Monday, January 24, 2011

The Wasteland

For one of our assignments in my Great War and Modernism class we took a walk around the city, retracing T.S. Eliot's daily path to Lloyd's Bank where he worked from 1917-25. This path is also included in part of his famous poem, THE WASTELAND. So, after class one day Rachel and I took a tour of the "Unreal City, / Under the brown fog of a winter dawn."

First stop: Southwark Cathedral--where Shakespeare attended church, just south of where Chaucer's pilgrims gathered at the Tabard Inn, and the finest example of Gothic in London beyond Westerminster Abbey.

Then on to London Bridge: "A crowd flowed over London Bridge, so many... London Bridge is falling down."

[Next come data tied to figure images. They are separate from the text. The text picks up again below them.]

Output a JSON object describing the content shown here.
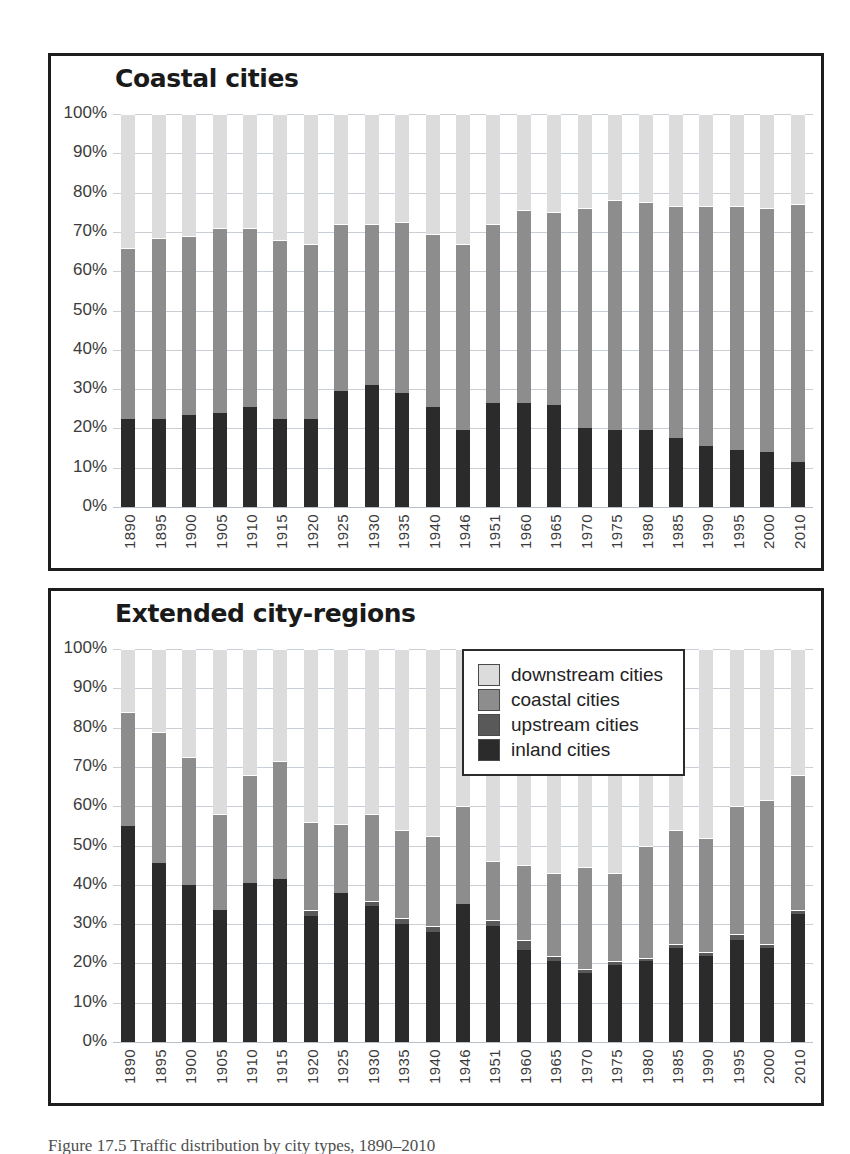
{
  "figure": {
    "caption": "Figure 17.5 Traffic distribution by city types, 1890–2010"
  },
  "legend": {
    "position": "inside-top-right-of-lower-panel",
    "items": [
      {
        "label": "downstream cities",
        "color": "#dcdcdc",
        "key": "downstream"
      },
      {
        "label": "coastal cities",
        "color": "#8d8d8d",
        "key": "coastal"
      },
      {
        "label": "upstream cities",
        "color": "#595959",
        "key": "upstream"
      },
      {
        "label": "inland cities",
        "color": "#2b2b2b",
        "key": "inland"
      }
    ]
  },
  "yaxis": {
    "ticks": [
      "100%",
      "90%",
      "80%",
      "70%",
      "60%",
      "50%",
      "40%",
      "30%",
      "20%",
      "10%",
      "0%"
    ],
    "min": 0,
    "max": 100
  },
  "chart_data": [
    {
      "id": "coastal-cities",
      "type": "bar",
      "stacked": true,
      "title": "Coastal cities",
      "xlabel": "",
      "ylabel": "",
      "ylim": [
        0,
        100
      ],
      "grid": true,
      "legend_position": "none",
      "categories": [
        "1890",
        "1895",
        "1900",
        "1905",
        "1910",
        "1915",
        "1920",
        "1925",
        "1930",
        "1935",
        "1940",
        "1946",
        "1951",
        "1960",
        "1965",
        "1970",
        "1975",
        "1980",
        "1985",
        "1990",
        "1995",
        "2000",
        "2010"
      ],
      "series": [
        {
          "name": "inland cities",
          "color": "#2b2b2b",
          "values": [
            22.5,
            22.5,
            23.5,
            24.0,
            25.5,
            22.5,
            22.5,
            29.5,
            31.0,
            29.0,
            25.5,
            19.5,
            26.5,
            26.5,
            26.0,
            20.0,
            19.5,
            19.5,
            17.5,
            15.5,
            14.5,
            14.0,
            11.5
          ]
        },
        {
          "name": "upstream cities",
          "color": "#595959",
          "values": [
            0,
            0,
            0,
            0,
            0,
            0,
            0,
            0,
            0,
            0,
            0,
            0,
            0,
            0,
            0,
            0,
            0,
            0,
            0,
            0,
            0,
            0,
            0
          ]
        },
        {
          "name": "coastal cities",
          "color": "#8d8d8d",
          "values": [
            43.5,
            46.0,
            45.5,
            47.0,
            45.5,
            45.5,
            44.5,
            42.5,
            41.0,
            43.5,
            44.0,
            47.5,
            45.5,
            49.0,
            49.0,
            56.0,
            58.5,
            58.0,
            59.0,
            61.0,
            62.0,
            62.0,
            65.5
          ]
        },
        {
          "name": "downstream cities",
          "color": "#dcdcdc",
          "values": [
            34.0,
            31.5,
            31.0,
            29.0,
            29.0,
            32.0,
            33.0,
            28.0,
            28.0,
            27.5,
            30.5,
            33.0,
            28.0,
            24.5,
            25.0,
            24.0,
            22.0,
            22.5,
            23.5,
            23.5,
            23.5,
            24.0,
            23.0
          ]
        }
      ],
      "stack_tops": {
        "inland": [
          22.5,
          22.5,
          23.5,
          24.0,
          25.5,
          22.5,
          22.5,
          29.5,
          31.0,
          29.0,
          25.5,
          19.5,
          26.5,
          26.5,
          26.0,
          20.0,
          19.5,
          19.5,
          17.5,
          15.5,
          14.5,
          14.0,
          11.5
        ],
        "coastal": [
          66.0,
          68.5,
          69.0,
          71.0,
          71.0,
          68.0,
          67.0,
          72.0,
          72.0,
          72.5,
          69.5,
          67.0,
          72.0,
          75.5,
          75.0,
          76.0,
          78.0,
          77.5,
          76.5,
          76.5,
          76.5,
          76.0,
          77.0
        ]
      }
    },
    {
      "id": "extended-city-regions",
      "type": "bar",
      "stacked": true,
      "title": "Extended city-regions",
      "xlabel": "",
      "ylabel": "",
      "ylim": [
        0,
        100
      ],
      "grid": true,
      "legend_position": "top-right-inside",
      "categories": [
        "1890",
        "1895",
        "1900",
        "1905",
        "1910",
        "1915",
        "1920",
        "1925",
        "1930",
        "1935",
        "1940",
        "1946",
        "1951",
        "1960",
        "1965",
        "1970",
        "1975",
        "1980",
        "1985",
        "1990",
        "1995",
        "2000",
        "2010"
      ],
      "series": [
        {
          "name": "inland cities",
          "color": "#2b2b2b",
          "values": [
            55.0,
            45.5,
            40.0,
            33.5,
            40.5,
            41.5,
            32.0,
            38.0,
            34.5,
            30.0,
            28.0,
            35.0,
            29.5,
            23.5,
            20.5,
            17.5,
            19.5,
            20.5,
            24.0,
            22.0,
            26.0,
            24.0,
            32.5
          ]
        },
        {
          "name": "upstream cities",
          "color": "#595959",
          "values": [
            0,
            0,
            0,
            0,
            0,
            0,
            1.5,
            0,
            1.5,
            1.5,
            1.5,
            0,
            1.5,
            2.5,
            1.5,
            1.0,
            1.0,
            1.0,
            1.0,
            1.0,
            1.5,
            1.0,
            1.0
          ]
        },
        {
          "name": "coastal cities",
          "color": "#8d8d8d",
          "values": [
            29.0,
            33.5,
            32.5,
            24.5,
            27.5,
            30.0,
            22.5,
            17.5,
            22.0,
            22.5,
            23.0,
            25.0,
            15.0,
            19.0,
            21.0,
            26.0,
            22.5,
            28.5,
            29.0,
            29.0,
            32.5,
            36.5,
            34.5
          ]
        },
        {
          "name": "downstream cities",
          "color": "#dcdcdc",
          "values": [
            16.0,
            21.0,
            27.5,
            42.0,
            32.0,
            28.5,
            44.0,
            44.5,
            42.0,
            46.0,
            47.5,
            40.0,
            54.0,
            55.0,
            57.0,
            55.5,
            57.0,
            50.0,
            46.0,
            48.0,
            40.0,
            38.5,
            32.0
          ]
        }
      ],
      "stack_tops": {
        "inland": [
          55.0,
          45.5,
          40.0,
          33.5,
          40.5,
          41.5,
          32.0,
          38.0,
          34.5,
          30.0,
          28.0,
          35.0,
          29.5,
          23.5,
          20.5,
          17.5,
          19.5,
          20.5,
          24.0,
          22.0,
          26.0,
          24.0,
          32.5
        ],
        "upstream": [
          55.0,
          45.5,
          40.0,
          33.5,
          40.5,
          41.5,
          33.5,
          38.0,
          36.0,
          31.5,
          29.5,
          35.0,
          31.0,
          26.0,
          22.0,
          18.5,
          20.5,
          21.5,
          25.0,
          23.0,
          27.5,
          25.0,
          33.5
        ],
        "coastal": [
          84.0,
          79.0,
          72.5,
          58.0,
          68.0,
          71.5,
          56.0,
          55.5,
          58.0,
          54.0,
          52.5,
          60.0,
          46.0,
          45.0,
          43.0,
          44.5,
          43.0,
          50.0,
          54.0,
          52.0,
          60.0,
          61.5,
          68.0
        ]
      }
    }
  ]
}
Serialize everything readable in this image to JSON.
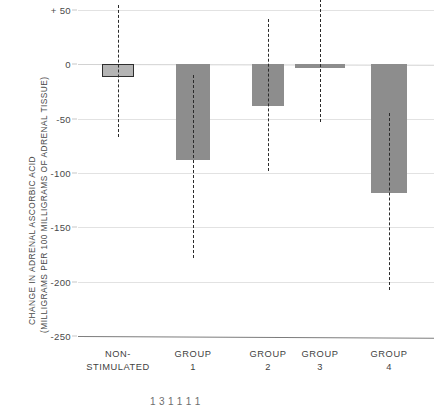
{
  "chart_data": {
    "type": "bar",
    "title": "",
    "subtitle": "",
    "xlabel": "",
    "ylabel_line1": "CHANGE IN ADRENAL ASCORBIC ACID",
    "ylabel_line2": "(MILLIGRAMS PER 100 MILLIGRAMS OF ADRENAL TISSUE)",
    "ylim": [
      -250,
      50
    ],
    "yticks": [
      50,
      0,
      -50,
      -100,
      -150,
      -200,
      -250
    ],
    "ytick_labels": [
      "+ 50",
      "0",
      "-50",
      "-100",
      "-150",
      "-200",
      "-250"
    ],
    "grid": true,
    "legend": "none",
    "categories": [
      "NON-STIMULATED",
      "GROUP 1",
      "GROUP 2",
      "GROUP 3",
      "GROUP 4"
    ],
    "category_labels": [
      {
        "line1": "NON-",
        "line2": "STIMULATED"
      },
      {
        "line1": "GROUP",
        "line2": "1"
      },
      {
        "line1": "GROUP",
        "line2": "2"
      },
      {
        "line1": "GROUP",
        "line2": "3"
      },
      {
        "line1": "GROUP",
        "line2": "4"
      }
    ],
    "values": [
      -12,
      -88,
      -38,
      -3,
      -118
    ],
    "error_ranges": [
      {
        "high": 55,
        "low": -67
      },
      {
        "high": -10,
        "low": -178
      },
      {
        "high": 42,
        "low": -98
      },
      {
        "high": 60,
        "low": -53
      },
      {
        "high": -45,
        "low": -208
      }
    ],
    "bar_styles": [
      "outlined-light",
      "solid-gray",
      "solid-gray",
      "solid-gray",
      "solid-gray"
    ],
    "colors": {
      "bar_fill": "#8d8d8d",
      "bar_fill_light": "#b4b4b4",
      "bar_outline": "#2e2e2e",
      "gridline": "#e2e2e2",
      "baseline": "#7c7c7c",
      "whisker": "#2b2b2b",
      "text": "#3f3f3f",
      "background": "#ffffff"
    }
  },
  "caption_sliver": "1 3 1 1 1 1"
}
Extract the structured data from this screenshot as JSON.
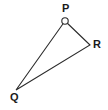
{
  "figure": {
    "type": "geometry-diagram",
    "shape": "triangle",
    "background_color": "#ffffff",
    "stroke_color": "#2b2b2b",
    "stroke_width": 1.1,
    "label_color": "#1a1a1a",
    "canvas": {
      "width": 108,
      "height": 110
    },
    "vertices": [
      {
        "id": "P",
        "label": "P",
        "x": 65,
        "y": 21,
        "marker": "open-circle",
        "marker_radius": 3.2,
        "label_x": 62,
        "label_y": 3
      },
      {
        "id": "R",
        "label": "R",
        "x": 90,
        "y": 45,
        "marker": "none",
        "marker_radius": 0,
        "label_x": 93,
        "label_y": 39
      },
      {
        "id": "Q",
        "label": "Q",
        "x": 16,
        "y": 90,
        "marker": "none",
        "marker_radius": 0,
        "label_x": 10,
        "label_y": 92
      }
    ],
    "edges": [
      {
        "id": "PR",
        "from": "P",
        "to": "R"
      },
      {
        "id": "RQ",
        "from": "R",
        "to": "Q"
      },
      {
        "id": "QP",
        "from": "Q",
        "to": "P"
      }
    ],
    "path_d": "M 65 21 L 90 45 L 16 90 Z"
  }
}
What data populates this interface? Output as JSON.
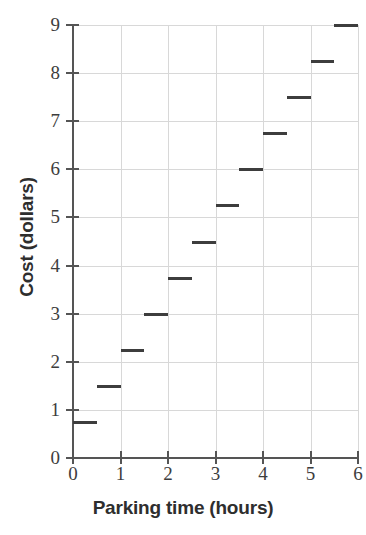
{
  "chart_data": {
    "type": "line",
    "subtype": "step",
    "title": "",
    "xlabel": "Parking time (hours)",
    "ylabel": "Cost (dollars)",
    "xlim": [
      0,
      6
    ],
    "ylim": [
      0,
      9
    ],
    "xticks": [
      0,
      1,
      2,
      3,
      4,
      5,
      6
    ],
    "yticks": [
      0,
      1,
      2,
      3,
      4,
      5,
      6,
      7,
      8,
      9
    ],
    "xtick_labels": [
      "0",
      "1",
      "2",
      "3",
      "4",
      "5",
      "6"
    ],
    "ytick_labels": [
      "0",
      "1",
      "2",
      "3",
      "4",
      "5",
      "6",
      "7",
      "8",
      "9"
    ],
    "grid": true,
    "legend": null,
    "series": [
      {
        "name": "Parking cost",
        "color": "#3d3d3d",
        "steps": [
          {
            "x_start": 0.0,
            "x_end": 0.5,
            "y": 0.75
          },
          {
            "x_start": 0.5,
            "x_end": 1.0,
            "y": 1.5
          },
          {
            "x_start": 1.0,
            "x_end": 1.5,
            "y": 2.25
          },
          {
            "x_start": 1.5,
            "x_end": 2.0,
            "y": 3.0
          },
          {
            "x_start": 2.0,
            "x_end": 2.5,
            "y": 3.75
          },
          {
            "x_start": 2.5,
            "x_end": 3.0,
            "y": 4.5
          },
          {
            "x_start": 3.0,
            "x_end": 3.5,
            "y": 5.25
          },
          {
            "x_start": 3.5,
            "x_end": 4.0,
            "y": 6.0
          },
          {
            "x_start": 4.0,
            "x_end": 4.5,
            "y": 6.75
          },
          {
            "x_start": 4.5,
            "x_end": 5.0,
            "y": 7.5
          },
          {
            "x_start": 5.0,
            "x_end": 5.5,
            "y": 8.25
          },
          {
            "x_start": 5.5,
            "x_end": 6.0,
            "y": 9.0
          }
        ]
      }
    ],
    "colors": {
      "data": "#3d3d3d",
      "axis": "#555555",
      "grid": "#d8d8d8",
      "background": "#ffffff",
      "text": "#2e2e2e"
    }
  }
}
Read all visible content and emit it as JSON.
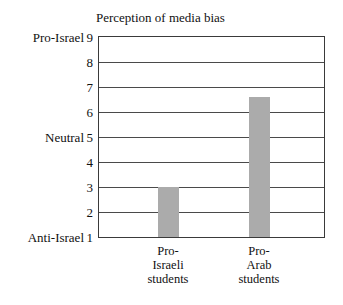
{
  "chart_data": {
    "type": "bar",
    "title": "Perception of media bias",
    "xlabel": "",
    "ylabel": "",
    "categories": [
      "Pro-Israeli students",
      "Pro-Arab students"
    ],
    "category_lines": [
      [
        "Pro-",
        "Israeli",
        "students"
      ],
      [
        "Pro-",
        "Arab",
        "students"
      ]
    ],
    "values": [
      3,
      6.6
    ],
    "ylim": [
      1,
      9
    ],
    "ytick_labels": [
      "9",
      "8",
      "7",
      "6",
      "5",
      "4",
      "3",
      "2",
      "1"
    ],
    "ytick_values": [
      9,
      8,
      7,
      6,
      5,
      4,
      3,
      2,
      1
    ],
    "y_anchor_labels": [
      {
        "text": "Pro-Israel",
        "value": 9
      },
      {
        "text": "Neutral",
        "value": 5
      },
      {
        "text": "Anti-Israel",
        "value": 1
      }
    ],
    "grid": true,
    "legend": "none",
    "bar_color": "#ababab",
    "frame_color": "#3a3a3a"
  }
}
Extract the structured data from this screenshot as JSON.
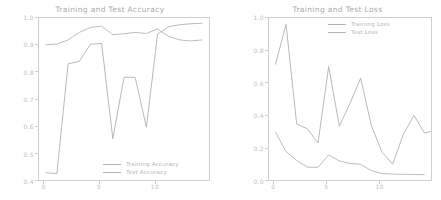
{
  "figure": {
    "background": "#ffffff",
    "axis_color": "#cfcfcf",
    "tick_label_color": "#c0c0c0"
  },
  "chart_data": [
    {
      "type": "line",
      "title": "Training and Test Accuracy",
      "xlabel": "",
      "ylabel": "",
      "xlim": [
        -0.6,
        14.6
      ],
      "ylim": [
        0.37,
        1.02
      ],
      "grid": false,
      "legend_position": "lower right",
      "xticks": [
        0,
        5,
        10
      ],
      "yticks": [
        0.4,
        0.5,
        0.6,
        0.7,
        0.8,
        0.9,
        1.0
      ],
      "ytick_labels": [
        "0.4",
        "0.5",
        "0.6",
        "0.7",
        "0.8",
        "0.9",
        "1.0"
      ],
      "xtick_labels": [
        "0",
        "5",
        "10"
      ],
      "x": [
        0,
        1,
        2,
        3,
        4,
        5,
        6,
        7,
        8,
        9,
        10,
        11,
        12,
        13,
        14
      ],
      "series": [
        {
          "name": "Training Accuracy",
          "color": "#b0aeb8",
          "values": [
            0.399,
            0.396,
            0.836,
            0.846,
            0.915,
            0.918,
            0.536,
            0.782,
            0.782,
            0.582,
            0.955,
            0.985,
            0.993,
            0.997,
            0.999
          ]
        },
        {
          "name": "Test Accuracy",
          "color": "#b8b2bc",
          "values": [
            0.913,
            0.915,
            0.932,
            0.962,
            0.982,
            0.987,
            0.953,
            0.957,
            0.962,
            0.958,
            0.976,
            0.946,
            0.932,
            0.928,
            0.932
          ]
        }
      ]
    },
    {
      "type": "line",
      "title": "Training and Test Loss",
      "xlabel": "",
      "ylabel": "",
      "xlim": [
        -0.6,
        14.6
      ],
      "ylim": [
        -0.03,
        1.03
      ],
      "grid": false,
      "legend_position": "upper right",
      "xticks": [
        0,
        5,
        10
      ],
      "yticks": [
        0.0,
        0.2,
        0.4,
        0.6,
        0.8,
        1.0
      ],
      "ytick_labels": [
        "0.0",
        "0.2",
        "0.4",
        "0.6",
        "0.8",
        "1.0"
      ],
      "xtick_labels": [
        "0",
        "5",
        "10"
      ],
      "x": [
        0,
        1,
        2,
        3,
        4,
        5,
        6,
        7,
        8,
        9,
        10,
        11,
        12,
        13,
        14
      ],
      "series": [
        {
          "name": "Training Loss",
          "color": "#b0aeb8",
          "values": [
            0.725,
            0.988,
            0.336,
            0.305,
            0.212,
            0.712,
            0.322,
            0.472,
            0.637,
            0.327,
            0.152,
            0.074,
            0.268,
            0.393,
            0.277,
            0.296
          ]
        },
        {
          "name": "Test Loss",
          "color": "#b8b2bc",
          "values": [
            0.284,
            0.156,
            0.098,
            0.054,
            0.053,
            0.134,
            0.095,
            0.078,
            0.073,
            0.031,
            0.012,
            0.009,
            0.007,
            0.006,
            0.005
          ]
        }
      ]
    }
  ]
}
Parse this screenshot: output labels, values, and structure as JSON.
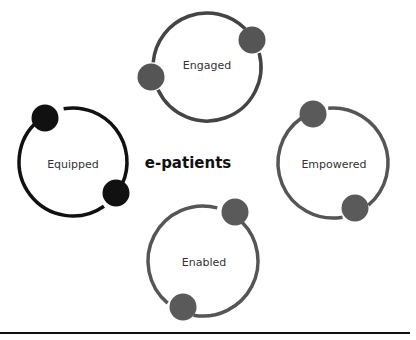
{
  "diagram": {
    "center_label": "e-patients",
    "cycles": [
      {
        "label": "Engaged",
        "cx": 207,
        "cy": 67,
        "r": 54,
        "ring_color": "#444444",
        "dot_color": "#555555",
        "dots": [
          {
            "x": 252,
            "y": 40
          },
          {
            "x": 151,
            "y": 77
          }
        ],
        "gaps": [
          [
            -45,
            -15
          ],
          [
            155,
            185
          ]
        ]
      },
      {
        "label": "Equipped",
        "cx": 73,
        "cy": 162,
        "r": 54,
        "ring_color": "#111111",
        "dot_color": "#111111",
        "dots": [
          {
            "x": 45,
            "y": 118
          },
          {
            "x": 116,
            "y": 193
          }
        ],
        "gaps": [
          [
            -130,
            -100
          ],
          [
            25,
            55
          ]
        ]
      },
      {
        "label": "Empowered",
        "cx": 333,
        "cy": 163,
        "r": 55,
        "ring_color": "#555555",
        "dot_color": "#5a5a5a",
        "dots": [
          {
            "x": 313,
            "y": 114
          },
          {
            "x": 355,
            "y": 208
          }
        ],
        "gaps": [
          [
            -125,
            -95
          ],
          [
            50,
            80
          ]
        ]
      },
      {
        "label": "Enabled",
        "cx": 203,
        "cy": 261,
        "r": 55,
        "ring_color": "#555555",
        "dot_color": "#5a5a5a",
        "dots": [
          {
            "x": 235,
            "y": 212
          },
          {
            "x": 183,
            "y": 307
          }
        ],
        "gaps": [
          [
            -75,
            -45
          ],
          [
            100,
            130
          ]
        ]
      }
    ]
  }
}
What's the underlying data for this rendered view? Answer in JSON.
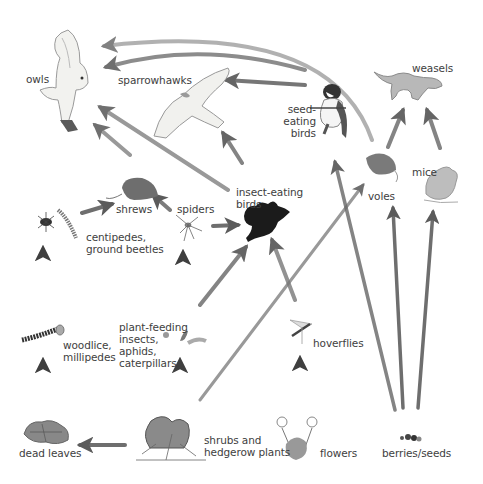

We crossed the bridge and listened for Wagnerian Rhine-maidens lamenting the loss of their gold "Weisalala leia / Wallala leialala," and wondered if that lovely brown river really does "sweat / Oil and tar." Wouldn't surprise me...
Back on solid ground we came to St. Magnus Martr, designed by the awesome Christopher Wren, with an interior of "Ionian white and gold." According to Eliot, "The interior of St. Magnus Martyr is to my mind one of the finest of Wren's interiors."

Back up King William Street we came to Wren's Monument to the Great Fire of 1666. The column is 202 feet high because it is located 202 feet from the place where the fire started on Pudding Lane.


Next, The Lord Mayor's church, St. Mary Woolnoth or St. Mary of the Nativity, rebuilt 1716-27 by Wren's pupil Hawksmoor, at the junction of Lombard Street.

Cool clock, right? The church "kept the hours / With a dead sound on the final stroke of nine."

And on to Lloyd's Band, now The Runner's Bar.

But you can kind of still see Lloyd's Bank across the top there.
Dr. Tate said he'd give extra credit for bringing back one of the letters, and you know I so would have done it--if they were still there and not just shadows...


And beneath there green squares is Eliot's old office--not the best place to work in my opinion.
Not to far from Lloyd's bank is "The Heart of the City," London's financial district.
At the heart of London you find cool buildings like The Royal Exchange:

And the Bank of England:

In front of the Bank of England is the Duke of Wellington Memorial:

As well as another WWI Memorial:


Oh, and this is by far my favorite picture from the day's outing: so, all these buildings are pretty much right next to each other, right? Yeah... Rachel and I are directionally challenged, thus this crosswalk was frequently used by us as we continually got lost... again and again and again and again... :)

1 comment:

Unknown said...

You have the photographs of The Royal Exchange and Bank of England muddled!... you should reverse their captions.